A simple grep on the source code of our drivers wouldn't really be enough to figure out if the field is in use, as usually those last field marking the end of an enum are used to create arrays, e.g.:

struct cgroup_bpf {
  /* array of effective progs in this cgroup */
  struct bpf_prog_array __rcu *effective[MAX_BPF_ATTACH_TYPE];

  /* attached progs to this cgroup and attach flags
   * when flags == 0 or BPF_F_ALLOW_OVERRIDE the progs list will
   * have either zero or one element
   * when BPF_F_ALLOW_MULTI the list can have up to BPF_CGROUP_MAX_PROGS
   */
  struct list_head progs[MAX_BPF_ATTACH_TYPE];
  u32 flags[MAX_BPF_ATTACH_TYPE];

  /* temp storage for effective prog array used by prog_attach/detach */
  struct bpf_prog_array __rcu *inactive;
};

Here, our driver would disagree on the sizeof(struct cgroup_bpf) and bad things would happen if we were to simply hide the fields from genksyms.

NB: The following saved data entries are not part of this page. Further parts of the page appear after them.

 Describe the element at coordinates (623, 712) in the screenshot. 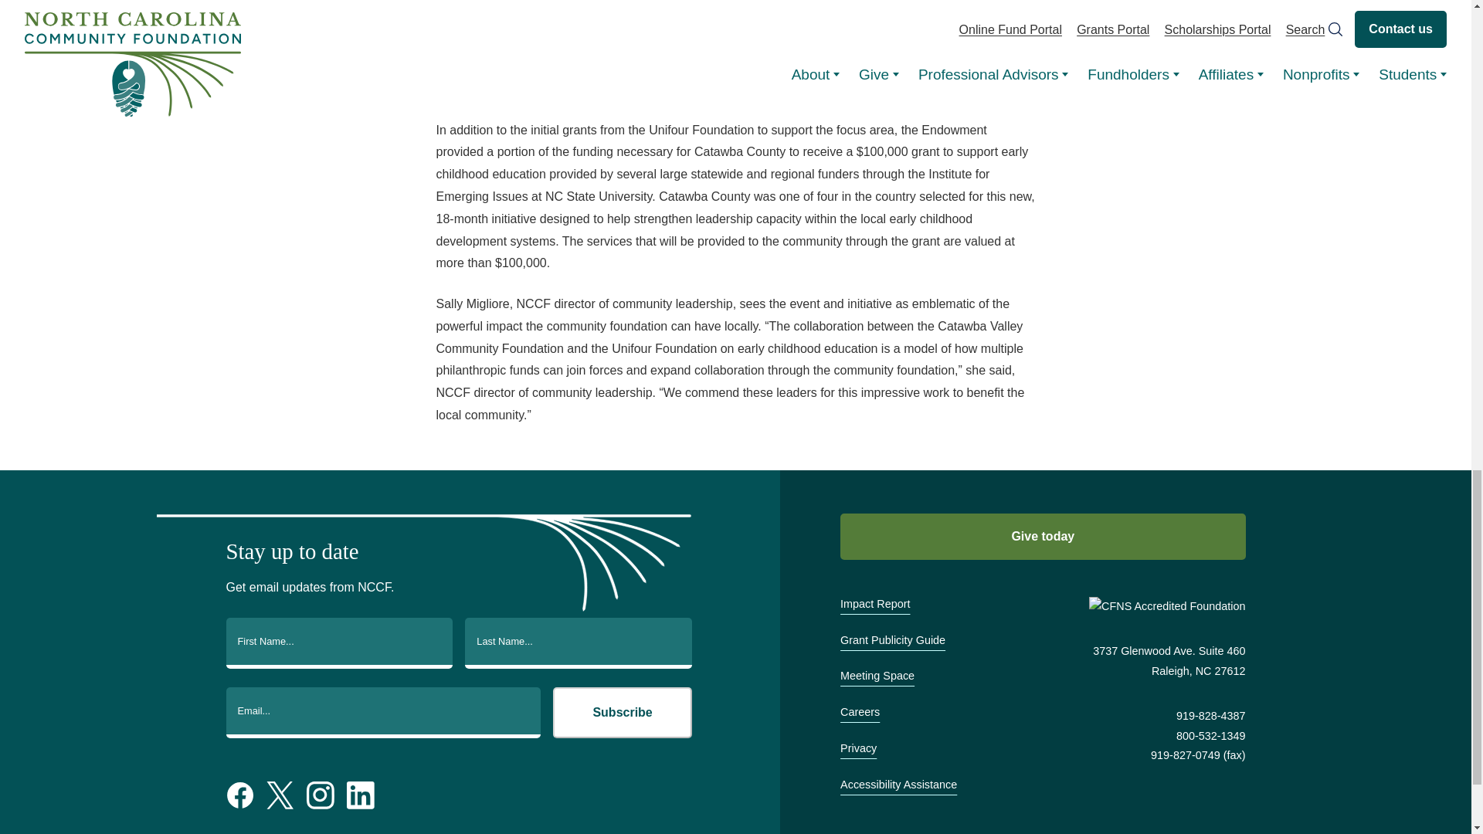

I see `Subscribe` at that location.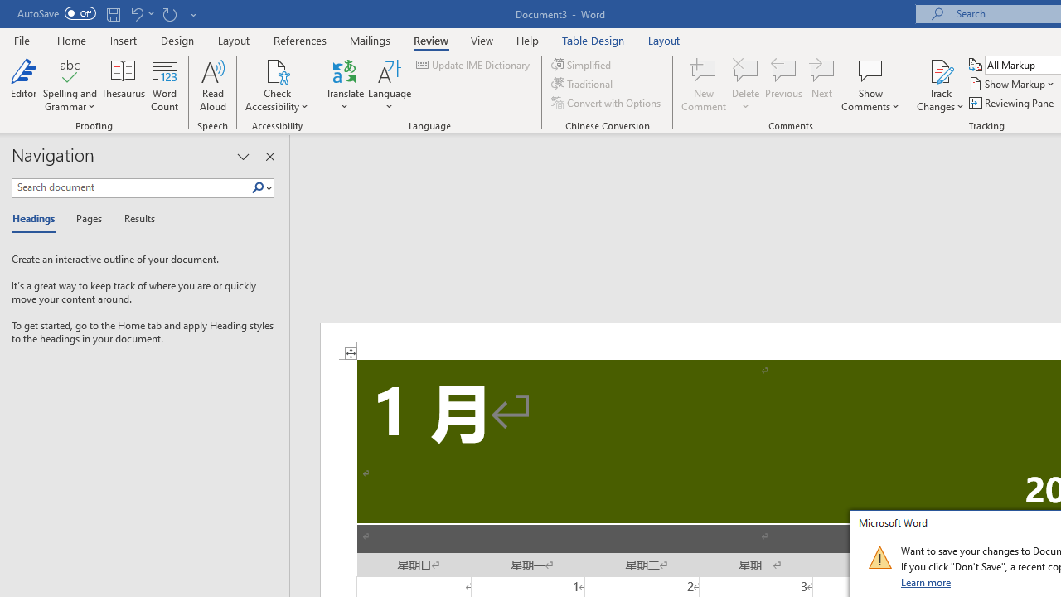  Describe the element at coordinates (141, 13) in the screenshot. I see `Undo Increase Indent` at that location.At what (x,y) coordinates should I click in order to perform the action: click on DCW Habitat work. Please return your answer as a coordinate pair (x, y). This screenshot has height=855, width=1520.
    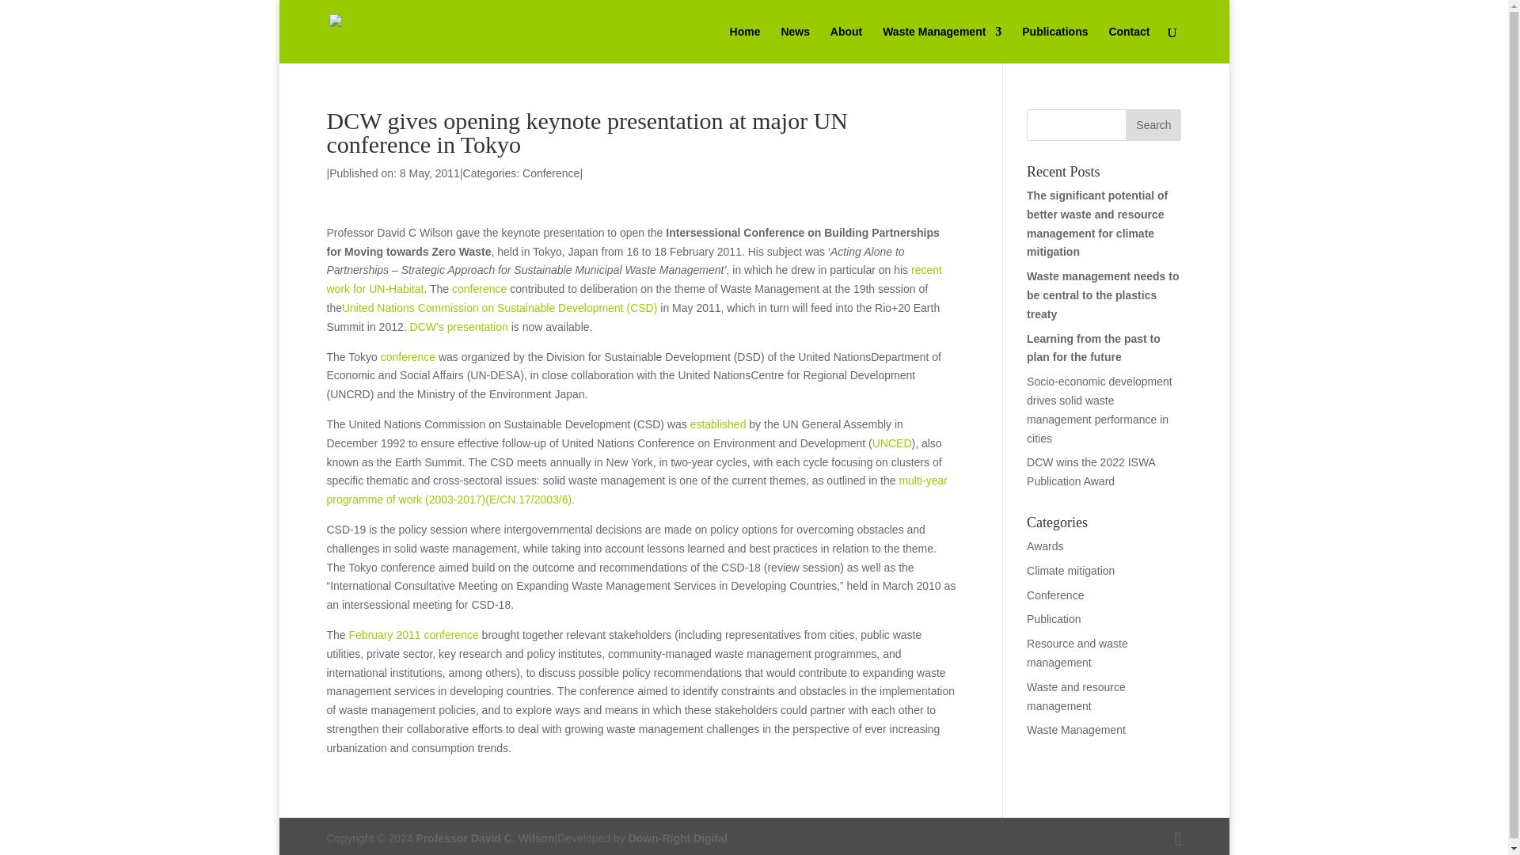
    Looking at the image, I should click on (633, 279).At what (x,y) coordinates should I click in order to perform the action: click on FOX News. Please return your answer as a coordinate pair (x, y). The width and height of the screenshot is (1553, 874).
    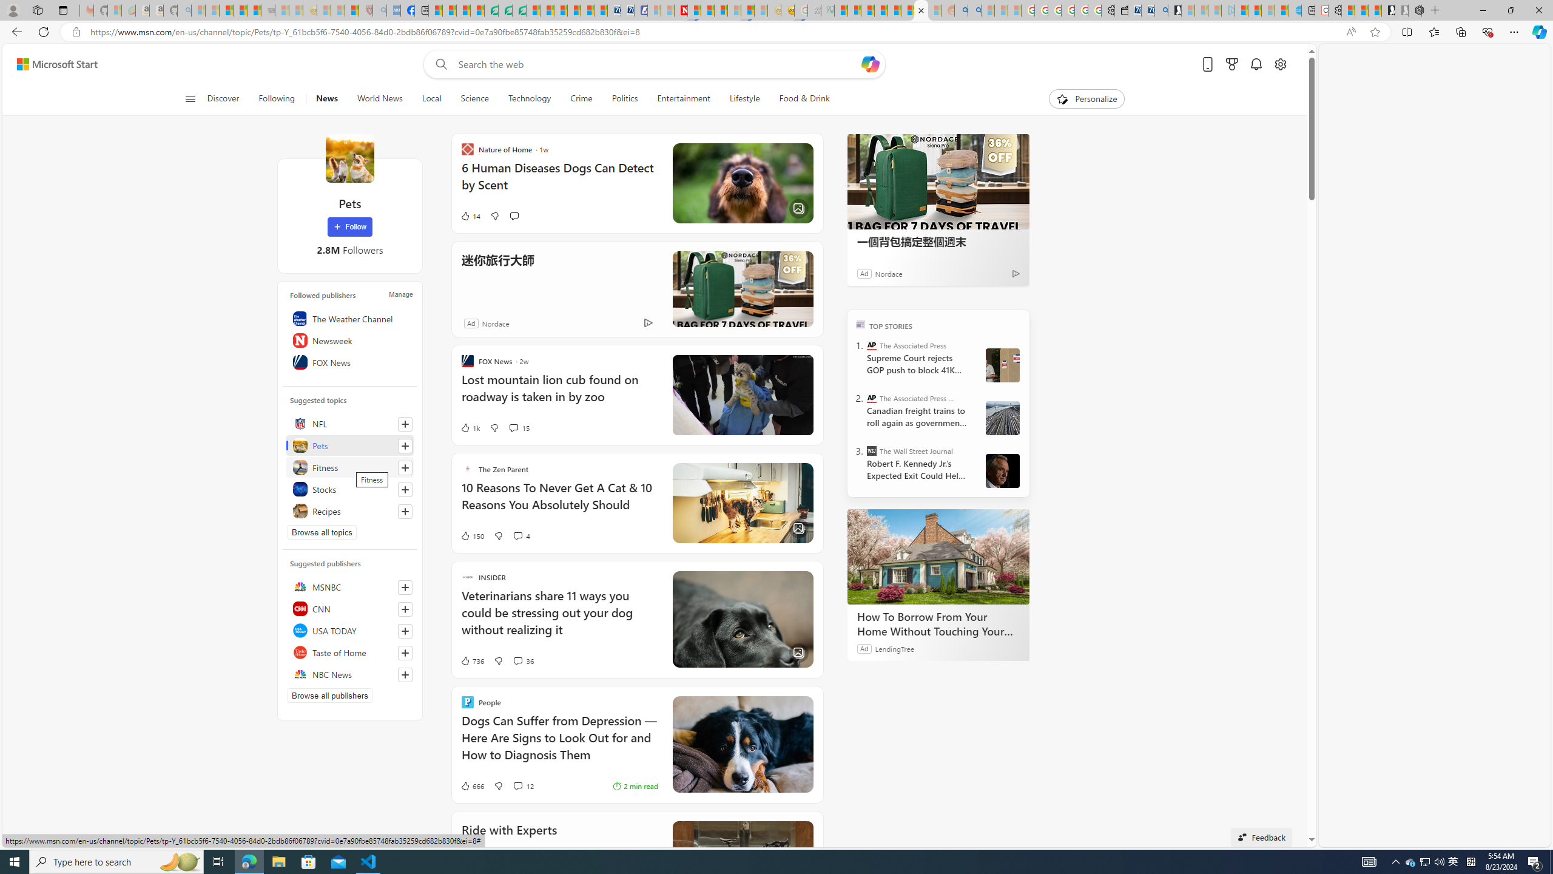
    Looking at the image, I should click on (349, 362).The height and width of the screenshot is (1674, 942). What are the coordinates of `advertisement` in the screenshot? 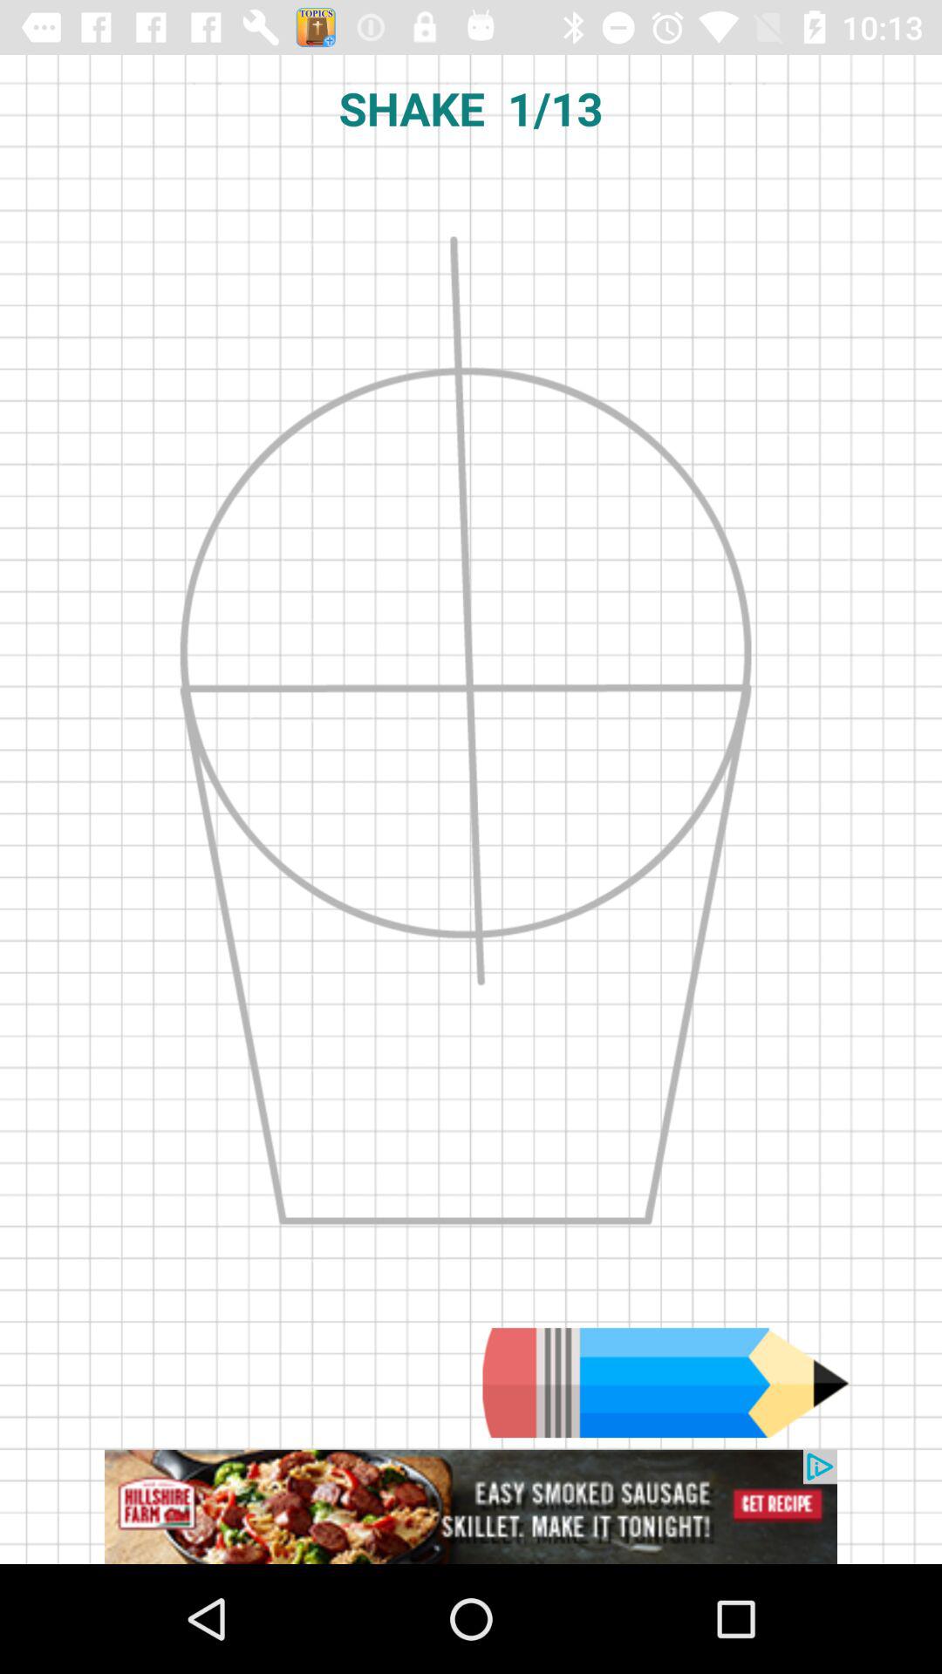 It's located at (471, 1507).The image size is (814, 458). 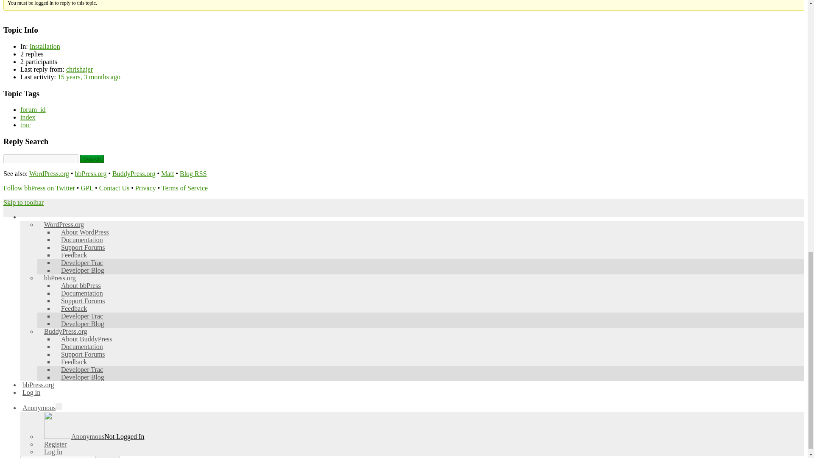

Function prototype changes

Note

This chapter is in progress

Finalizing

Rebuild one more time the RPM with all your kABI fixes and re-import it as a branch with git-import-srpm, make sure you have no diff with the branch you were working on in the source repo. If all is good, you can push your src rpm repo branch, and trigger a scratch build:

Note

You can check the koji documentation

koji_build.py --scratch v8.3-incoming

From this point, you can follow our regular process to make a kernel release.